It’s a splendid moon-filled night at Coley’s Point in August, 1926. Eighteen-year-old Jacob Mercer has returned from Toronto to the tiny Newfoundland outport, hoping to win back his former sweetheart, Mary Snow. But Mary has become engaged to wealthy Jerome McKenzie, and she is still hurt and bewildered by Jacob’s abrupt departure a year earlier. She will not be easily wooed.
161. Salt Water Moon by David French This play is a flashback to Mary and Jacob’s romance on a full moon summer night in 1926. Jacob, who had gone to off Toronto to work without a word, has come back to Coley’s Point, Newfoundland, where Mary, who has lost both parents, has become engaged to the local school teacher, Jerome Mackenzie. Her younger sister, Dot, has been sent to an orphanage and Mary is hoping to get her back. The play is sweet and you know Jacob will get the girl in the end. However, I may be the only person who doesn’t really want him to: her year dating the schoolteacher has given her a window on an entirely new life and in some places in the dialogue you feel she is almost too good for Jacob. David French is excellent with dialogue and knows exactly when and how much Newfoundland accent should be used.
I intend to read the text but can claim to have seen the play performed live in the back yard of a heritage home in Trinity Newfoundland with the lad playing Jacob Mercer seated on a swing attached to a tree in that yard. Nothing could have made it more authentic. Seems the performance was June 13, 2010.
What I had not realized until I started reading the texts is that this play occurs 20 years before the first in the series in time when Mary and Jacob are their sons’ age.
The author began a long tradition of Newfies leaving home for Toronto and making a career of writing about home and the immigrant experience. French was 11 when Newfoundland voted 51% to join Canada in 1949 a month before I was born.
The two plays that follow this one are not available in e-book form. 1949 and Soldier’s Heart.
To the play. It’s been nearly 14 years but I have a sense that the version I saw in Trinity was an adaptation. The basics:
The boy who left home to seek his fortune come back to woo the gal he left behind him. The fact her wedding to another man is pending added urgency to his mission. Having now read the two plays that are the after history we know he was successful. Alas his interactions with his own sons proved history repeating itself.
Definitely a sweet read, and it does appeal to the romantic in me, however, it does feel like quite a conventional at times, which kept me from feeling it’s full impact. For me it’s kind of hard to really feel for Jacob and his attempt to win back his love. Although as I kept reading I did buy into their relationship and did want them to end up together so I will give the book that. It’s too bad I can’t give half stars cause I think I’d probably settle on a 3.5/5 but I think it is just good enough to have it as high as 4/5.
Since it is a play I kept thinking about how I would direct it or how I would stage it and stuff, and I will say when putting this play on I feel like the number one thing someone needs is chemistry between the leads. Obviously chemistry is always important when people are acting together but here it needs to be palpable and the main reason why is because whenever they turn on each other and yell it needs to be seem as coming from a place of fear of losing that person rather than anger. I don’t think actors who actually hate each other could pull that off. What I also do love about this play is it’s very simple, like it could really be effectively done with two actors, a telescope and a door frame.
This entire review has been hidden because of spoilers.
the relationship spelled out between Mary and Jacob is extremely intriguing and resonates even with modern youth. French’s use of monologue really captures a storytelling element that is surprisingly very effective.
The last play in the Mercer trilogy, this one occurs in the past, when Jacob and Mary are sweethearts back in Coley's Point, Newfoundland. As mentioned in passing in the previous plays, Jacob had unexpectedly departed for Toronto to work, leaving Mary behind. In his absence, she becomes engaged to someone else, but upon his return on a starry night, the two converse about the past, their current situation, and what possibility the future may hold. A truly magnificent love story with just enough Newfoundland dialect to allow anyone to read easily, while still feeling truly authentic. Words cannot describe how beautiful this extended scene between a man and a woman can be on a stage. Highly recommended and just a beautiful end (yet beginning), of the Mercer trilogy.
I've talked about this before -- maybe i'm just a little tired of hetero fiction. I probably shouldn't trash Salt-Water Moon because of its impact on Canadian theatre, so I'm not going to. It wasn't bad enough for me to trash. i just found it a little generic.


PROMPT: A single number is the whole answer: the count of lines in the records where "from" occurs.

DATA FOR THIS EXERCISE:

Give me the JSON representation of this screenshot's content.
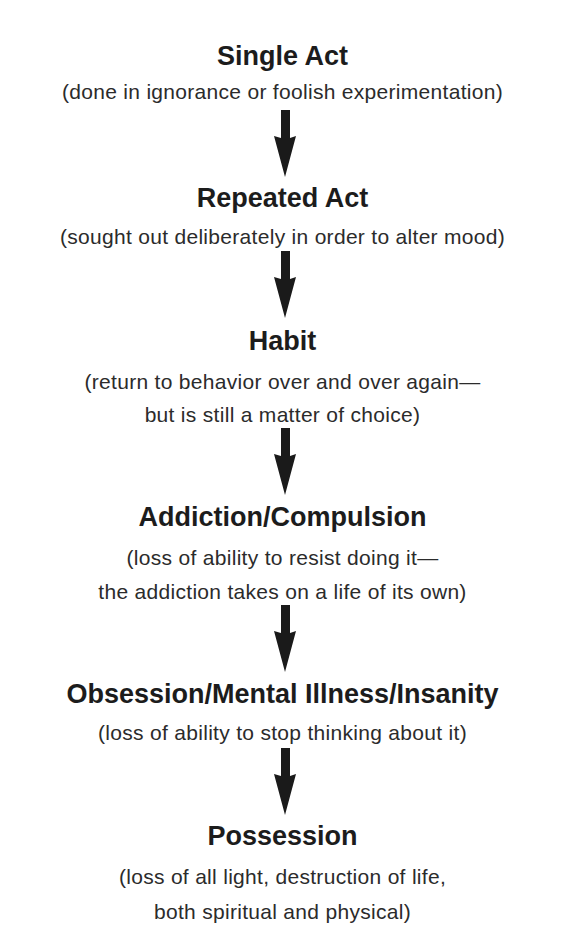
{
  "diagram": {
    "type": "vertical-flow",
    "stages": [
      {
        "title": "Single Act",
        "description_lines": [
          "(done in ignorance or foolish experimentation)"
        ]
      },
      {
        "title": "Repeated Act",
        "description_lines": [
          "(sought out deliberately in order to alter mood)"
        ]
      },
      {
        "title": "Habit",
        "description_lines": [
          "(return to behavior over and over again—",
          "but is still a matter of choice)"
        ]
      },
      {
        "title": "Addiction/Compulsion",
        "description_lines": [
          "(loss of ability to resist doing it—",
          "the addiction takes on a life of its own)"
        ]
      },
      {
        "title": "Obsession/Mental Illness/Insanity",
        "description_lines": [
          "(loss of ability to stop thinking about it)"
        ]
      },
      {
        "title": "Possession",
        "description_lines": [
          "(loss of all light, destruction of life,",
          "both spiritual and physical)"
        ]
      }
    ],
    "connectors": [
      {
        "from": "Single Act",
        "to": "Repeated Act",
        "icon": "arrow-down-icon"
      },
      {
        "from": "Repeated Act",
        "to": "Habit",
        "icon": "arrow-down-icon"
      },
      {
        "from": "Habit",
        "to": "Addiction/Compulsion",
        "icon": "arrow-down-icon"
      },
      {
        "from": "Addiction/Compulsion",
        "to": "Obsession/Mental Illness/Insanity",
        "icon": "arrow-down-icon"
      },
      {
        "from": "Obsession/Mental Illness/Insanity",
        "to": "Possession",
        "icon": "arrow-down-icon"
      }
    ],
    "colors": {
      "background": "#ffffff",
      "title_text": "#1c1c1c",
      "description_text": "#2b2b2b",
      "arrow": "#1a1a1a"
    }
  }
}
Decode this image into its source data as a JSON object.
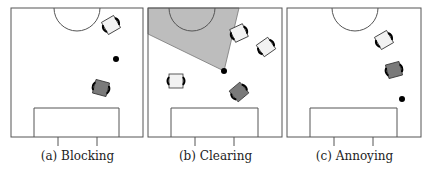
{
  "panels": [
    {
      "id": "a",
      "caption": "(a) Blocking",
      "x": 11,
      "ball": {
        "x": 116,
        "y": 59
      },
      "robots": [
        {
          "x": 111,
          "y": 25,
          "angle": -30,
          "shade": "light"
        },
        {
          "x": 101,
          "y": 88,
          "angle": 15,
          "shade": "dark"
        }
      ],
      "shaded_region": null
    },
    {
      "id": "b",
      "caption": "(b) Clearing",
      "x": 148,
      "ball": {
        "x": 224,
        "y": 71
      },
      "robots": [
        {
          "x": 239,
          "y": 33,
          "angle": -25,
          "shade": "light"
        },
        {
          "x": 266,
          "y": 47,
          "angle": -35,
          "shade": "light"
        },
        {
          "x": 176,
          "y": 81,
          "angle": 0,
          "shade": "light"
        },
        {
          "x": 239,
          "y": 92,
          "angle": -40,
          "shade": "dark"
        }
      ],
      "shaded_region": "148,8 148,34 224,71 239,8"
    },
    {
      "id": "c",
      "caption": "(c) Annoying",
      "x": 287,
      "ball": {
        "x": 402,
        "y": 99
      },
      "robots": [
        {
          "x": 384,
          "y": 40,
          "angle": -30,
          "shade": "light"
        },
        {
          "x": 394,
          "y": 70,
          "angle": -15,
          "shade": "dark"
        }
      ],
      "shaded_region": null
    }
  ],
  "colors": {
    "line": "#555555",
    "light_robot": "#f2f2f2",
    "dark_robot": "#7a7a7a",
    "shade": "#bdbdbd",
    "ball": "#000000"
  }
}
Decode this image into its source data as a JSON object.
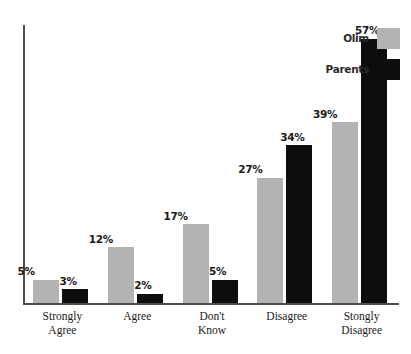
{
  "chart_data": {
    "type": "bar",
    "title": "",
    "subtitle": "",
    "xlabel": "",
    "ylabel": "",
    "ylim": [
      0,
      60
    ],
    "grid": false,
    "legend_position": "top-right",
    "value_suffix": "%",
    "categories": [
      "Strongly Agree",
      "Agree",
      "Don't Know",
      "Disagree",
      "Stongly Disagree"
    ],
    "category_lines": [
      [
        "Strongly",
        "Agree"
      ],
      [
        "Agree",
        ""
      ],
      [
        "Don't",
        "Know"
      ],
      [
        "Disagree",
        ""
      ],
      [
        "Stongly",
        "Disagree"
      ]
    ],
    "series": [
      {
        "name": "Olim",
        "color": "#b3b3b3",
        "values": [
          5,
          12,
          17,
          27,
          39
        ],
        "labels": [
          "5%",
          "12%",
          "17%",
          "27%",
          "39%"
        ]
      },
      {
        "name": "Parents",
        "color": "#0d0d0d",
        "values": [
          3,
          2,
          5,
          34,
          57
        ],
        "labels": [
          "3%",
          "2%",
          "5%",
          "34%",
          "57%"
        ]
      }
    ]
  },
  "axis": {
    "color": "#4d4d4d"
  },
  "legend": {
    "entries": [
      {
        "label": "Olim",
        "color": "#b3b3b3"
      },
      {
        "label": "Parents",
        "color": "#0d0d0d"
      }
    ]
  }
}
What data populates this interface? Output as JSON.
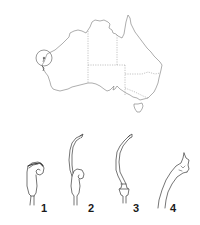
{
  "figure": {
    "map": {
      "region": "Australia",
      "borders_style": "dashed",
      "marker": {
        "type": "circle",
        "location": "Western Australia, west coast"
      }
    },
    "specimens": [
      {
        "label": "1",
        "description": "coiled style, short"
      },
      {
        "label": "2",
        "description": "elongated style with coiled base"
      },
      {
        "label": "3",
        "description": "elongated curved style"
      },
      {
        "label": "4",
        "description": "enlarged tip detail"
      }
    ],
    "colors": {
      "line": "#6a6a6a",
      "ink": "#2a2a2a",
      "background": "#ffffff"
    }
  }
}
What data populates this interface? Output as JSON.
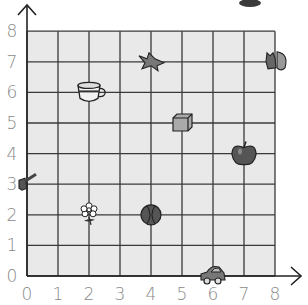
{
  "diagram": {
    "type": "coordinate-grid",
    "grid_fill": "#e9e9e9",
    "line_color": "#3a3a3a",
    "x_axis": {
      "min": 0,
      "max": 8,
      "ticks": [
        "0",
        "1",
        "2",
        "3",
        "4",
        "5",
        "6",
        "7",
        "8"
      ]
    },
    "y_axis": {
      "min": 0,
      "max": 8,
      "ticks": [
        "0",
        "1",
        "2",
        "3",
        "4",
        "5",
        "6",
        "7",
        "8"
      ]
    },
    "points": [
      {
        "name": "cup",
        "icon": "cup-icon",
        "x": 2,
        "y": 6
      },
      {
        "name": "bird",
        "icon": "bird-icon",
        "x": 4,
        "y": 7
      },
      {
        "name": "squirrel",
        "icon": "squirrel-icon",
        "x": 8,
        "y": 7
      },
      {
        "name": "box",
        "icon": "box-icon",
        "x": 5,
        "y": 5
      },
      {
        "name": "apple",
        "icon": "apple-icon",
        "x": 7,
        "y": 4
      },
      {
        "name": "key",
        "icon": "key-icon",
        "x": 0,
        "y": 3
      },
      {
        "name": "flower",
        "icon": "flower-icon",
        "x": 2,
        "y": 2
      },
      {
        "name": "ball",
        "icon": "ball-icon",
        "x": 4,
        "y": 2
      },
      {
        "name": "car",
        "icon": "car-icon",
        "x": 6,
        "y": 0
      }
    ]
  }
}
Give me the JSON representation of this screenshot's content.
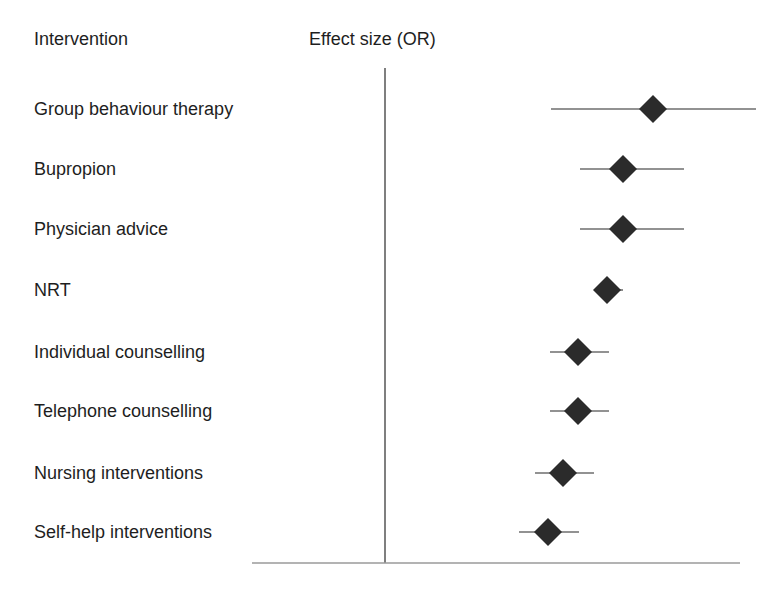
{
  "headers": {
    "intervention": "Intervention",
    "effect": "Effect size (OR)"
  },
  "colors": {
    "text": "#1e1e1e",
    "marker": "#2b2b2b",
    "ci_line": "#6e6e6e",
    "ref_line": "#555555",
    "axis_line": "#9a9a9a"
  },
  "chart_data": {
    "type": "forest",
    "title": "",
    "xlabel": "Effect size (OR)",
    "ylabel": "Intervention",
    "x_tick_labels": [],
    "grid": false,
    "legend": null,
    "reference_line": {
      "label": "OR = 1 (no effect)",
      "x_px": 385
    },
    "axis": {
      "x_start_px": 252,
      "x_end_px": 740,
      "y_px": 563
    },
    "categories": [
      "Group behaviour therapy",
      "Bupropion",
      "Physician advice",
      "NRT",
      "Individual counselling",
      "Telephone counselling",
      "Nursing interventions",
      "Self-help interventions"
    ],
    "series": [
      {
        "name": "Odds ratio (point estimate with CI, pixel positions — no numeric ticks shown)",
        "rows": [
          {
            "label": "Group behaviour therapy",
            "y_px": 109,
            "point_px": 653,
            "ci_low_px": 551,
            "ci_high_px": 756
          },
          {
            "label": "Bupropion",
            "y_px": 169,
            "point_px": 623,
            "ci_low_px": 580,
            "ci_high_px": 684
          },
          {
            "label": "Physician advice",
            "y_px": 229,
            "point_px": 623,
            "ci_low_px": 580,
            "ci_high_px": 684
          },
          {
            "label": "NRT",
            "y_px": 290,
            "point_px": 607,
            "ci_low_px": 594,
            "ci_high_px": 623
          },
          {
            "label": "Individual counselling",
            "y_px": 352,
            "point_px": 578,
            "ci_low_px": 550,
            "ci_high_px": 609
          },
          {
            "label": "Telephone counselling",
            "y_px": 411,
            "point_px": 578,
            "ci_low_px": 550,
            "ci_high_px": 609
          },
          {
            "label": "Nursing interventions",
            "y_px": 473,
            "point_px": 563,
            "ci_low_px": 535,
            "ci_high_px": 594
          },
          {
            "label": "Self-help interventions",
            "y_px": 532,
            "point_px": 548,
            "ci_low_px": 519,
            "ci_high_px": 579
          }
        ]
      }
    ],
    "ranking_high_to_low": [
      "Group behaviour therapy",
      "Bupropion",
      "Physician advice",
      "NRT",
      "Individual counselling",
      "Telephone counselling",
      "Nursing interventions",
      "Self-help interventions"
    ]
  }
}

SOLUTION TO THIS EXERCISE: 5